Mike walks through the Journal’s reporting: Dario Amodei saw Elon Musk’s layoffs as cruel, viewed Greg Brockman’s early AGI ideas as borderline treasonous, and later watched Sam Altman make overlapping promises about who would lead OpenAI. Paul adds texture from years of covering this beat, arguing the split wasn’t just philosophical — it was about credit, control, and who got cut into the room when language models started to look world-changing.

Why this history matters right now

Paul zooms out and says this isn’t ancient drama; it explains today’s enterprise battles, government contract fights, and why Anthropic is winning over some business buyers. He lays out the frontier-lab map — Google DeepMind, OpenAI, and Anthropic as tier one; Meta and xAI behind them — and warns that these firms are racing across key dimensions like agents, computer use, memory, reasoning, and recursive self-improvement.

Claude Mythos leaks, and the labs are clearly farther ahead than users think

The next segment starts with Anthropic accidentally exposing 3,000 unpublished assets through its CMS, including material on an unreleased model called Claude Mythos and an invite-only CEO retreat in the UK. Paul’s main takeaway is blunt: there is always a more powerful model in training, and the public is always seeing reality 6 to 12 months late because labs are already in post-training and safety testing on the next thing.

Cyber panic and OpenAI’s “AGI deployment” language

Mythos is described as stronger than Opus, especially in coding, academic reasoning, and cyber, and Wall Street immediately punished cybersecurity stocks like CrowdStrike, Palo Alto Networks, Okta, and Tenable. At the same time, OpenAI says it has finished pre-training its next major model, code-named Spud, and Paul connects that to OpenAI’s internal five-stage ladder from chatbots to reasoners, agents, innovators, and eventually “organizations” — AI that can do the work of an organization.

CEOs stop sugarcoating the labor impact

The most charged part of the episode is the discussion of Uber CEO Dara Khosrowshahi and PwC US CEO Paul Griggs. Paul says what he’s been hearing privately for more than a year is finally leaking into public comments: executives have been planning around labor displacement while telling employees and markets a softer story.

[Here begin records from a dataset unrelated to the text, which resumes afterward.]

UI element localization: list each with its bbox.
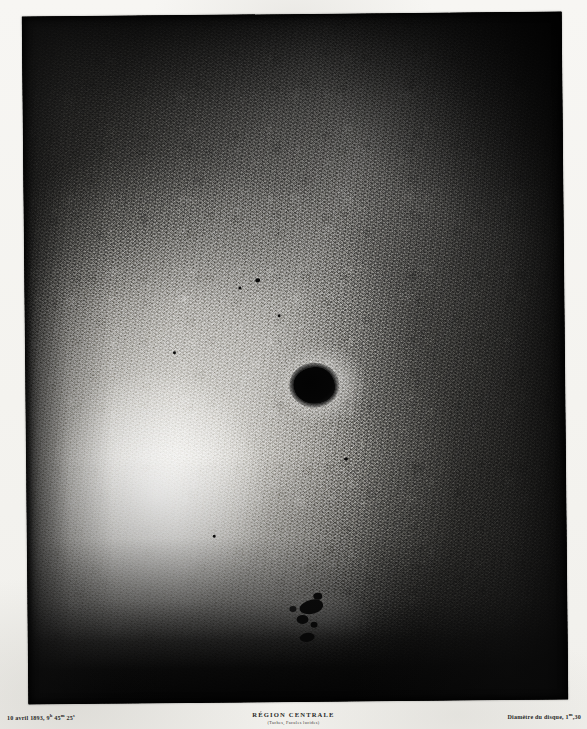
bright-diagonal-band bbox=[22, 11, 569, 704]
pore-speck bbox=[344, 457, 348, 460]
pore-speck bbox=[173, 351, 176, 354]
scale-value: ,30 bbox=[573, 714, 581, 720]
secondary-sunspot-5 bbox=[299, 632, 315, 643]
pore-speck bbox=[213, 535, 216, 538]
plate-edge-shadow bbox=[22, 11, 569, 704]
plate-subtitle: (Taches, Facules lucides) bbox=[0, 720, 587, 725]
secondary-sunspot-2 bbox=[313, 593, 322, 600]
pore-speck bbox=[278, 314, 281, 317]
pore-speck bbox=[238, 287, 241, 290]
lower-faculae-glow bbox=[22, 11, 569, 704]
emulsion-grain-fine bbox=[22, 11, 569, 704]
secondary-sunspot-3 bbox=[296, 615, 308, 624]
main-sunspot-halo bbox=[263, 329, 382, 438]
secondary-sunspot-6 bbox=[289, 606, 296, 612]
secondary-group-halo bbox=[263, 579, 388, 662]
plate-emulsion bbox=[22, 11, 569, 704]
plate-vignette-top bbox=[22, 11, 569, 704]
plate-vignette-right bbox=[22, 11, 569, 704]
plate-title-caption: RÉGION CENTRALE (Taches, Facules lucides… bbox=[0, 711, 587, 725]
disc-diameter-caption: Diamètre du disque, 1m,30 bbox=[507, 712, 581, 720]
emulsion-grain-coarse bbox=[22, 11, 569, 704]
granulation-mottling bbox=[22, 11, 569, 704]
plate-vignette-corner bbox=[22, 11, 569, 704]
scale-label: Diamètre du disque, 1 bbox=[507, 714, 568, 720]
secondary-sunspot-1 bbox=[298, 597, 324, 616]
faculae-bright-region bbox=[22, 11, 569, 704]
main-sunspot-umbra bbox=[293, 367, 335, 404]
emulsion-grain-speckle bbox=[22, 11, 569, 704]
plate-vignette-bottom bbox=[22, 11, 569, 704]
pore-speck bbox=[255, 278, 260, 282]
solar-disc-luminance bbox=[22, 11, 569, 704]
plate-title: RÉGION CENTRALE bbox=[0, 711, 587, 718]
photographic-plate bbox=[22, 11, 569, 704]
plate-vignette-left bbox=[22, 11, 569, 704]
secondary-sunspot-4 bbox=[311, 622, 318, 628]
main-sunspot-penumbra bbox=[289, 363, 339, 408]
plate-page: 10 avril 1893, 9h 45m 25s RÉGION CENTRAL… bbox=[0, 0, 587, 729]
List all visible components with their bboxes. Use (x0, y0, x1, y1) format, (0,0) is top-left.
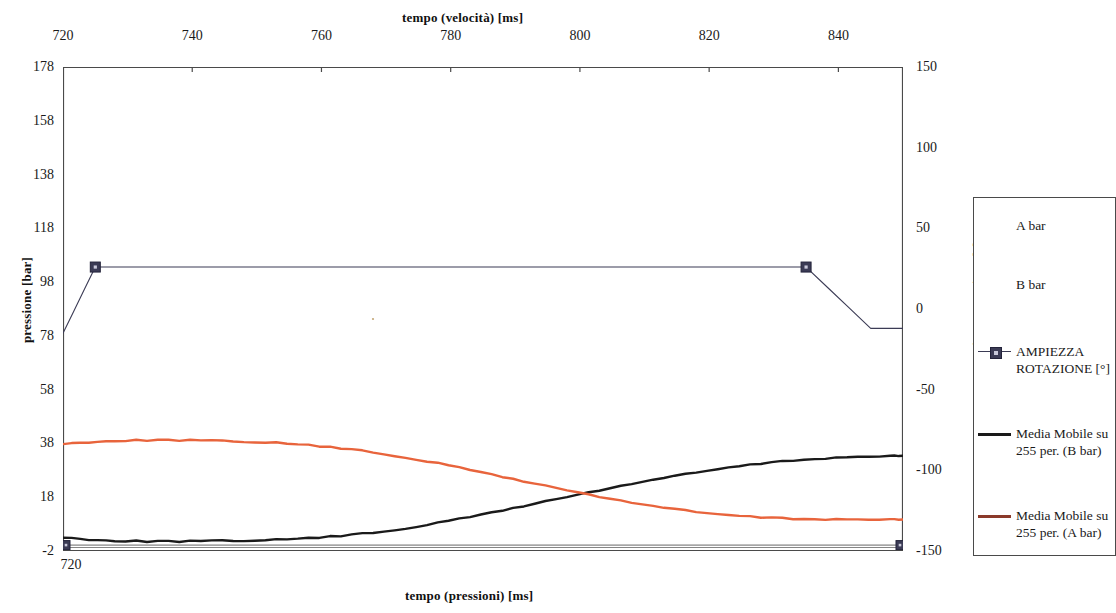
plot-canvas (63, 67, 903, 551)
right-tick-label: 150 (916, 59, 937, 75)
baseline-marker-center (899, 544, 902, 547)
legend-item-label: B bar (1016, 277, 1046, 294)
bottom-axis-title: tempo (pressioni) [ms] (405, 588, 533, 604)
left-tick-label: 138 (10, 167, 54, 183)
right-tick-label: -50 (916, 382, 935, 398)
left-tick-label: 98 (10, 274, 54, 290)
series-line (63, 456, 903, 542)
legend-item[interactable]: A bar (974, 218, 1116, 235)
left-tick-label: -2 (10, 543, 54, 559)
legend-line-icon (974, 426, 1014, 442)
legend-item[interactable]: AMPIEZZA ROTAZIONE [°] (974, 344, 1116, 377)
legend-item-label: Media Mobile su 255 per. (A bar) (1016, 508, 1114, 541)
right-tick-label: -150 (916, 543, 942, 559)
series-marker-center (804, 265, 807, 268)
legend-item-label: AMPIEZZA ROTAZIONE [°] (1016, 344, 1114, 377)
legend-item[interactable]: Media Mobile su 255 per. (B bar) (974, 426, 1116, 459)
left-tick-label: 38 (10, 435, 54, 451)
series-ampiezza-rotazione (63, 262, 903, 333)
top-tick-label: 820 (699, 28, 720, 44)
bottom-tick-label: 720 (61, 557, 82, 573)
legend-square-marker-icon (990, 347, 1002, 359)
top-tick-label: 740 (182, 28, 203, 44)
chart-figure: tempo (velocità) [ms] tempo (pressioni) … (0, 0, 1116, 613)
left-tick-label: 118 (10, 220, 54, 236)
legend-item[interactable]: B bar (974, 277, 1116, 294)
left-tick-label: 78 (10, 328, 54, 344)
top-axis-title: tempo (velocità) [ms] (402, 10, 523, 26)
top-tick-label: 840 (828, 28, 849, 44)
legend-line-marker-icon (974, 344, 1014, 360)
series-line (63, 440, 903, 520)
right-tick-label: 0 (916, 301, 923, 317)
right-tick-label: -100 (916, 462, 942, 478)
left-tick-label: 18 (10, 489, 54, 505)
series-line (63, 267, 903, 333)
plot-area (63, 67, 903, 551)
legend-item-label: Media Mobile su 255 per. (B bar) (1016, 426, 1114, 459)
series-media-mobile-su-255-per-b-bar (63, 456, 903, 542)
series-marker-center (94, 265, 97, 268)
top-tick-label: 720 (53, 28, 74, 44)
left-axis-title: pressione [bar] (19, 225, 35, 375)
left-tick-label: 178 (10, 59, 54, 75)
chart-legend: A barB barAMPIEZZA ROTAZIONE [°]Media Mo… (973, 197, 1116, 556)
legend-item-label: A bar (1016, 218, 1046, 235)
top-tick-label: 780 (440, 28, 461, 44)
right-tick-label: 100 (916, 140, 937, 156)
left-tick-label: 158 (10, 113, 54, 129)
right-tick-label: 50 (916, 220, 930, 236)
top-tick-label: 800 (569, 28, 590, 44)
left-tick-label: 58 (10, 382, 54, 398)
legend-item[interactable]: Media Mobile su 255 per. (A bar) (974, 508, 1116, 541)
legend-line-icon (974, 508, 1014, 524)
series-media-mobile-su-255-per-a-bar (63, 440, 903, 520)
scan-speck (372, 318, 374, 320)
baseline-marker-center (65, 544, 68, 547)
top-tick-label: 760 (311, 28, 332, 44)
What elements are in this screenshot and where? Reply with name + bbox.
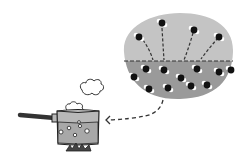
oxygen-atom xyxy=(161,67,168,74)
oxygen-atom xyxy=(136,34,143,41)
oxygen-atom xyxy=(191,27,198,34)
oxygen-atom xyxy=(143,66,150,73)
arrow-head-icon xyxy=(106,116,110,124)
pointer-arrow xyxy=(106,100,163,124)
evaporation-diagram xyxy=(0,0,247,161)
oxygen-atom xyxy=(165,85,172,92)
bubble xyxy=(85,129,89,133)
oxygen-atom xyxy=(131,74,138,81)
oxygen-atom xyxy=(228,67,235,74)
bubble xyxy=(78,124,81,127)
oxygen-atom xyxy=(146,86,153,93)
oxygen-atom xyxy=(178,75,185,82)
oxygen-atom xyxy=(194,66,201,73)
oxygen-atom xyxy=(159,20,166,27)
saucepan xyxy=(20,110,99,152)
oxygen-atom xyxy=(204,82,211,89)
arrow-line xyxy=(110,100,163,120)
bubble xyxy=(67,126,71,130)
air-region xyxy=(110,0,247,61)
bubble xyxy=(59,130,63,134)
pot-handle xyxy=(20,115,55,118)
oxygen-atom xyxy=(188,83,195,90)
bubble xyxy=(78,121,81,124)
pot-water xyxy=(58,122,98,144)
magnified-view xyxy=(110,0,247,111)
oxygen-atom xyxy=(216,34,223,41)
bubble xyxy=(73,133,76,136)
steam-puff-upper xyxy=(80,79,103,94)
oxygen-atom xyxy=(216,69,223,76)
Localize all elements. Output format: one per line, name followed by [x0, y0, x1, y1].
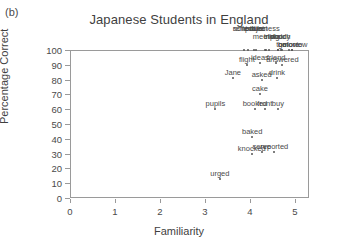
scatter-point	[281, 64, 283, 66]
x-tick-label: 0	[67, 206, 72, 217]
scatter-point	[277, 108, 279, 110]
figure-panel: (b) Japanese Students in England 0102030…	[0, 0, 358, 245]
x-tick-label: 1	[112, 206, 117, 217]
scatter-point	[288, 49, 290, 51]
x-tick-label: 2	[157, 206, 162, 217]
point-label: cake	[252, 85, 268, 93]
scatter-point	[243, 49, 245, 51]
x-axis-title: Familiarity	[0, 225, 358, 237]
scatter-point	[261, 79, 263, 81]
scatter-point	[264, 108, 266, 110]
scatter-point	[253, 49, 255, 51]
scatter-point	[259, 62, 261, 64]
point-label: flight	[239, 56, 255, 64]
point-label: baked	[242, 128, 262, 136]
point-label: answered	[266, 56, 299, 64]
scatter-point	[264, 49, 266, 51]
point-label: knocked	[238, 145, 266, 153]
x-tick-mark	[70, 199, 71, 203]
scatter-point	[232, 77, 234, 79]
x-tick-mark	[115, 199, 116, 203]
scatter-point	[268, 49, 270, 51]
point-label: before	[278, 41, 299, 49]
scatter-point	[273, 151, 275, 153]
scatter-point	[281, 49, 283, 51]
scatter-point	[251, 136, 253, 138]
x-tick-mark	[295, 199, 296, 203]
y-axis-title: Percentage Correct	[0, 29, 10, 124]
x-tick-label: 4	[247, 206, 252, 217]
scatter-point	[254, 108, 256, 110]
scatter-point	[214, 108, 216, 110]
x-tick-mark	[160, 199, 161, 203]
x-tick-label: 3	[202, 206, 207, 217]
x-tick-mark	[250, 199, 251, 203]
scatter-point	[277, 49, 279, 51]
x-tick-label: 5	[292, 206, 297, 217]
scatter-point	[251, 153, 253, 155]
scatter-point	[276, 77, 278, 79]
point-label: asked	[252, 71, 272, 79]
point-label: pupils	[206, 100, 226, 108]
point-label: urged	[210, 170, 229, 178]
scatter-point	[247, 49, 249, 51]
scatter-point	[280, 49, 282, 51]
scatter-point	[255, 49, 257, 51]
point-label: Jane	[225, 69, 241, 77]
scatter-point	[259, 93, 261, 95]
point-label: buy	[272, 100, 284, 108]
scatter-point	[219, 178, 221, 180]
point-label: booked	[243, 100, 268, 108]
x-tick-mark	[205, 199, 206, 203]
scatter-point	[291, 49, 293, 51]
scatter-point	[246, 64, 248, 66]
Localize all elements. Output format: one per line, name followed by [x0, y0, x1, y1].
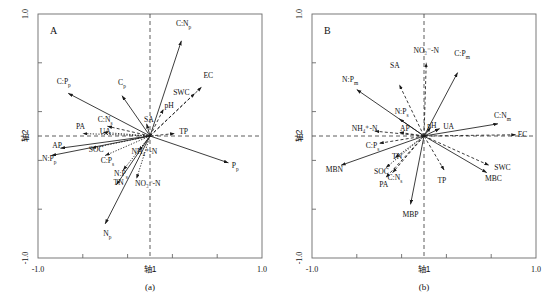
vector-label: PA: [379, 180, 389, 189]
vector-label: SA: [390, 61, 400, 70]
y-tick-label-max: 1.0: [21, 9, 30, 19]
vector-label: PA: [76, 122, 86, 131]
vector-label: C:Pp: [57, 77, 71, 88]
vector-label: EC: [203, 71, 213, 80]
vector-label: SWC: [173, 88, 189, 97]
vector-arrow: [411, 136, 424, 204]
plot-area-a: C:NpECSWCC:PpCppHSAC:NsUAPATPAPSOCN:PpC:…: [0, 0, 274, 298]
y-axis-title: 轴2: [20, 129, 30, 142]
vector-arrow: [379, 136, 424, 143]
x-axis-title: 轴1: [418, 264, 431, 274]
vector-label: NO₃⁻-N: [135, 179, 161, 188]
vector-label: C:Np: [176, 19, 192, 30]
vector-label: pH: [427, 121, 437, 130]
vector-label: C:Pm: [454, 49, 470, 60]
vector-arrow: [137, 136, 150, 179]
vector-label: SWC: [494, 163, 510, 172]
figure-ordination-biplots: C:NpECSWCC:PpCppHSAC:NsUAPATPAPSOCN:PpC:…: [0, 0, 548, 298]
vector-label: SA: [144, 115, 154, 124]
vector-label: MBN: [326, 165, 344, 174]
vector-label: MBC: [485, 174, 502, 183]
vector-label: C:Ns: [98, 115, 113, 126]
vector-label: TN: [392, 152, 403, 161]
vector-label: TN: [114, 178, 125, 187]
vector-label: NO₃⁻-N: [413, 46, 439, 55]
vector-label: TP: [179, 127, 188, 136]
panel-caption: (b): [419, 282, 430, 292]
vector-label: Pp: [232, 161, 239, 172]
x-axis-title: 轴1: [144, 264, 157, 274]
vector-label: AP: [400, 124, 410, 133]
x-tick-label-max: 1.0: [257, 265, 267, 274]
vector-label: C:Ps: [366, 141, 380, 152]
vector-label: C:Nm: [494, 111, 512, 122]
vector-arrow: [424, 136, 444, 170]
vector-arrow: [424, 136, 489, 165]
vector-label: Cp: [118, 78, 126, 89]
vector-label: Np: [103, 229, 111, 240]
vector-arrow: [107, 126, 150, 136]
vector-label: NH₄⁺-N: [352, 124, 378, 133]
plot-area-b: NO₃⁻-NC:PmSAN:PmN:PsC:NmUApHECAPNH₄⁺-NC:…: [274, 0, 548, 298]
panel-letter: A: [50, 25, 58, 36]
vector-label: N:Pm: [342, 75, 359, 86]
x-tick-label-min: -1.0: [32, 265, 45, 274]
vector-label: UA: [443, 122, 454, 131]
x-tick-label-max: 1.0: [531, 265, 541, 274]
panel-caption: (a): [145, 282, 155, 292]
vector-label: MBP: [403, 210, 419, 219]
vector-label: EC: [518, 130, 528, 139]
vector-label: TP: [437, 176, 446, 185]
vector-label: C:Ns: [387, 173, 402, 184]
panel-letter: B: [324, 25, 331, 36]
vector-arrow: [424, 136, 487, 173]
vector-label: AP: [52, 141, 62, 150]
vector-label: N:Ps: [395, 107, 409, 118]
panel-a: C:NpECSWCC:PpCppHSAC:NsUAPATPAPSOCN:PpC:…: [0, 0, 274, 298]
y-tick-label-min: -1.0: [21, 252, 30, 265]
y-tick-label-min: -1.0: [295, 252, 304, 265]
vector-label: pH: [164, 101, 174, 110]
vector-arrow: [150, 136, 228, 163]
y-tick-label-max: 1.0: [295, 9, 304, 19]
vector-arrow: [341, 136, 424, 165]
vector-label: C:Ps: [101, 156, 115, 167]
y-axis-title: 轴2: [294, 129, 304, 142]
x-tick-label-min: -1.0: [306, 265, 319, 274]
panel-b: NO₃⁻-NC:PmSAN:PmN:PsC:NmUApHECAPNH₄⁺-NC:…: [274, 0, 548, 298]
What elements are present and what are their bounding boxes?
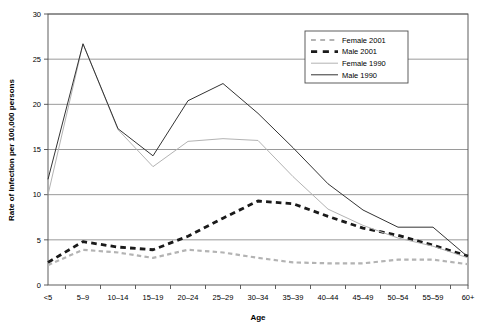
y-tick-label: 5 xyxy=(37,236,41,245)
x-tick-label: 55–59 xyxy=(423,293,444,302)
x-tick-label: 20–24 xyxy=(178,293,199,302)
x-tick-label: 10–14 xyxy=(108,293,129,302)
series-line xyxy=(48,201,468,262)
chart-container: 051015202530 <55–910–1415–1920–2425–2930… xyxy=(0,0,503,328)
y-axis-title: Rate of Infection per 100,000 persons xyxy=(7,79,16,221)
x-tick-label: 35–39 xyxy=(283,293,304,302)
x-tick-label: 40–44 xyxy=(318,293,339,302)
y-axis-ticks xyxy=(44,14,48,285)
y-tick-label: 30 xyxy=(33,10,41,19)
x-axis-tick-labels: <55–910–1415–1920–2425–2930–3435–3940–44… xyxy=(44,293,475,302)
x-tick-label: 30–34 xyxy=(248,293,269,302)
x-tick-label: <5 xyxy=(44,293,53,302)
y-tick-label: 10 xyxy=(33,190,41,199)
y-tick-label: 20 xyxy=(33,100,41,109)
legend-item-label: Female 2001 xyxy=(342,36,386,45)
y-tick-label: 0 xyxy=(37,281,41,290)
x-axis-ticks xyxy=(66,285,469,289)
legend-item-label: Male 2001 xyxy=(342,47,377,56)
series-line xyxy=(48,250,468,265)
x-tick-label: 45–49 xyxy=(353,293,374,302)
x-tick-label: 15–19 xyxy=(143,293,164,302)
line-chart: 051015202530 <55–910–1415–1920–2425–2930… xyxy=(0,0,503,328)
y-tick-label: 15 xyxy=(33,145,41,154)
legend-item-label: Male 1990 xyxy=(342,71,377,80)
x-tick-label: 5–9 xyxy=(77,293,90,302)
x-tick-label: 25–29 xyxy=(213,293,234,302)
legend-item-label: Female 1990 xyxy=(342,59,386,68)
legend: Female 2001Male 2001Female 1990Male 1990 xyxy=(305,31,408,83)
y-axis-tick-labels: 051015202530 xyxy=(33,10,41,290)
x-tick-label: 60+ xyxy=(462,293,475,302)
x-tick-label: 50–54 xyxy=(388,293,409,302)
x-axis-title: Age xyxy=(250,313,266,322)
y-tick-label: 25 xyxy=(33,55,41,64)
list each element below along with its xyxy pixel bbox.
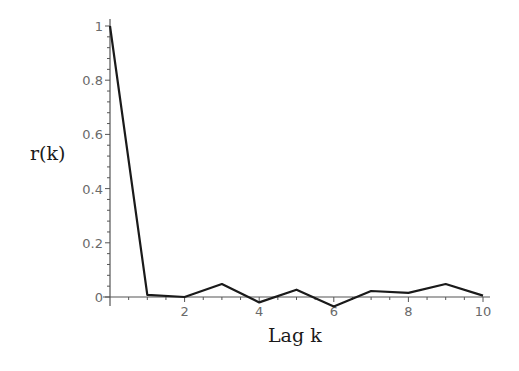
y-axis-title: r(k) [30, 142, 65, 164]
x-axis-title: Lag k [268, 324, 322, 346]
autocorrelation-chart: 00.20.40.60.81246810 r(k) Lag k [0, 0, 519, 371]
x-tick-label: 2 [180, 304, 188, 319]
axes [103, 19, 490, 306]
x-tick-label: 4 [255, 304, 263, 319]
y-tick-label: 1 [95, 19, 103, 34]
y-tick-label: 0.6 [82, 127, 103, 142]
x-tick-label: 10 [475, 304, 492, 319]
y-tick-label: 0.4 [82, 182, 103, 197]
x-tick-label: 8 [404, 304, 412, 319]
y-tick-label: 0.2 [82, 236, 103, 251]
y-tick-label: 0 [95, 290, 103, 305]
series-line [110, 26, 483, 307]
axis-ticks [105, 26, 483, 302]
y-tick-label: 0.8 [82, 73, 103, 88]
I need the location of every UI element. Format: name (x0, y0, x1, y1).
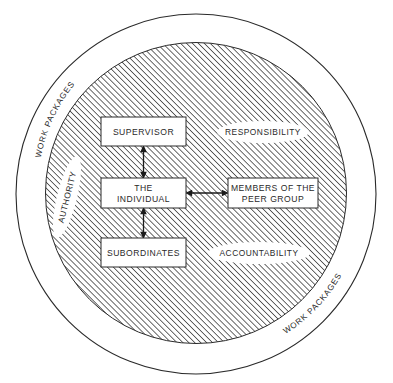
peer-group-label-line1: MEMBERS OF THE (231, 183, 315, 193)
supervisor-box: SUPERVISOR (101, 117, 186, 146)
subordinates-label: SUBORDINATES (107, 248, 180, 258)
accountability-oval: ACCOUNTABILITY (208, 242, 310, 264)
responsibility-oval: RESPONSIBILITY (217, 121, 309, 143)
supervisor-label: SUPERVISOR (113, 127, 174, 137)
responsibility-label: RESPONSIBILITY (225, 127, 301, 137)
subordinates-box: SUBORDINATES (101, 238, 186, 267)
individual-label-line1: THE (134, 183, 153, 193)
accountability-label: ACCOUNTABILITY (220, 248, 299, 258)
peer-group-label-line2: PEER GROUP (242, 194, 304, 204)
peer-group-box: MEMBERS OF THE PEER GROUP (228, 178, 318, 208)
individual-relationships-diagram: WORK PACKAGES WORK PACKAGES SUPERVISOR T… (0, 0, 393, 383)
individual-box: THE INDIVIDUAL (101, 178, 186, 208)
individual-label-line2: INDIVIDUAL (117, 194, 170, 204)
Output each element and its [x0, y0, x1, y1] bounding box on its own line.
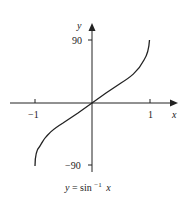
y-axis-arrow-icon: [89, 23, 96, 31]
tick-label-y-neg: −90: [65, 160, 81, 171]
x-axis-arrow-icon: [170, 100, 178, 107]
caption: y = sin −1 x: [64, 178, 111, 193]
caption-x: x: [105, 182, 111, 193]
caption-eq: = sin: [72, 182, 92, 193]
caption-sup: −1: [94, 181, 102, 189]
tick-label-y-pos: 90: [72, 35, 82, 46]
y-axis-label: y: [76, 20, 82, 31]
tick-label-x-pos: 1: [148, 109, 153, 120]
tick-label-x-neg: −1: [28, 109, 39, 120]
caption-y: y: [64, 182, 70, 193]
x-axis-label: x: [171, 109, 177, 120]
chart-canvas: y 90 −90 −1 1 x y = sin −1 x: [0, 0, 188, 206]
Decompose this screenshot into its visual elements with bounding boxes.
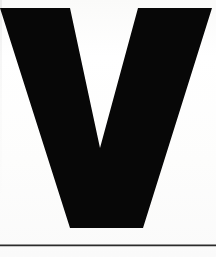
glyph-layer: V — [0, 0, 216, 257]
letter-v-glyph — [0, 8, 212, 228]
letter-v-svg: V — [0, 0, 216, 257]
scanned-page: V — [0, 0, 216, 257]
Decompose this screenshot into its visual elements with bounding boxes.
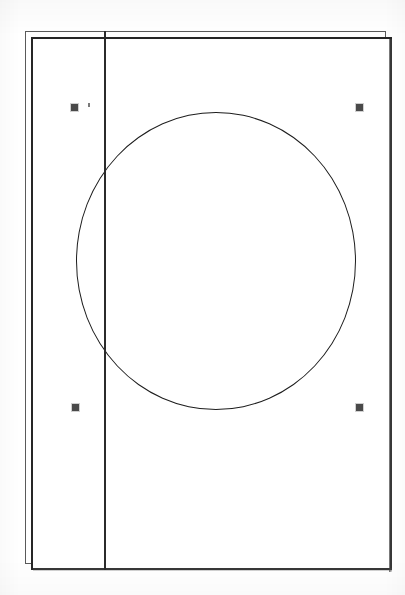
registration-mark-bottom-right [356,404,363,411]
registration-mark-bottom-left [72,404,79,411]
registration-mark-top-left [71,104,78,111]
scan-speck [88,103,90,107]
registration-mark-top-right [356,104,363,111]
large-circle [76,112,356,410]
drawing-canvas: Technical line drawing Scanned black-and… [0,0,405,595]
vertical-divider-line [104,31,106,570]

The part that keeps Paul up at night: entry-level work

Roetzer says AI-literate managers and directors who combine domain expertise with AI fluency should do well, while people who refuse to adapt may become unemployable. But the emotional center of the segment is his repeated concern about junior roles — if the administrative and tactical work becomes promptable, he genuinely doesn’t know what new workers are supposed to do to build careers.

Politics, data centers, security scares, and building with AI anyway

The back half moves fast: a judge blocks the Pentagon’s anti-Anthropic move as “Orwellian,” Sanders and AOC propose a data-center moratorium, and new dark-money AI groups gear up to spend more than $100 million each on pro-deregulation politics. The hosts also hit a supply-chain attack on the widely used LiteLLM package, Apple opening Siri to rival assistants, and their own internal workflows — where the most practical lesson is that AI gets truly impressive when it’s shaped around your exact process, not used as a generic toy.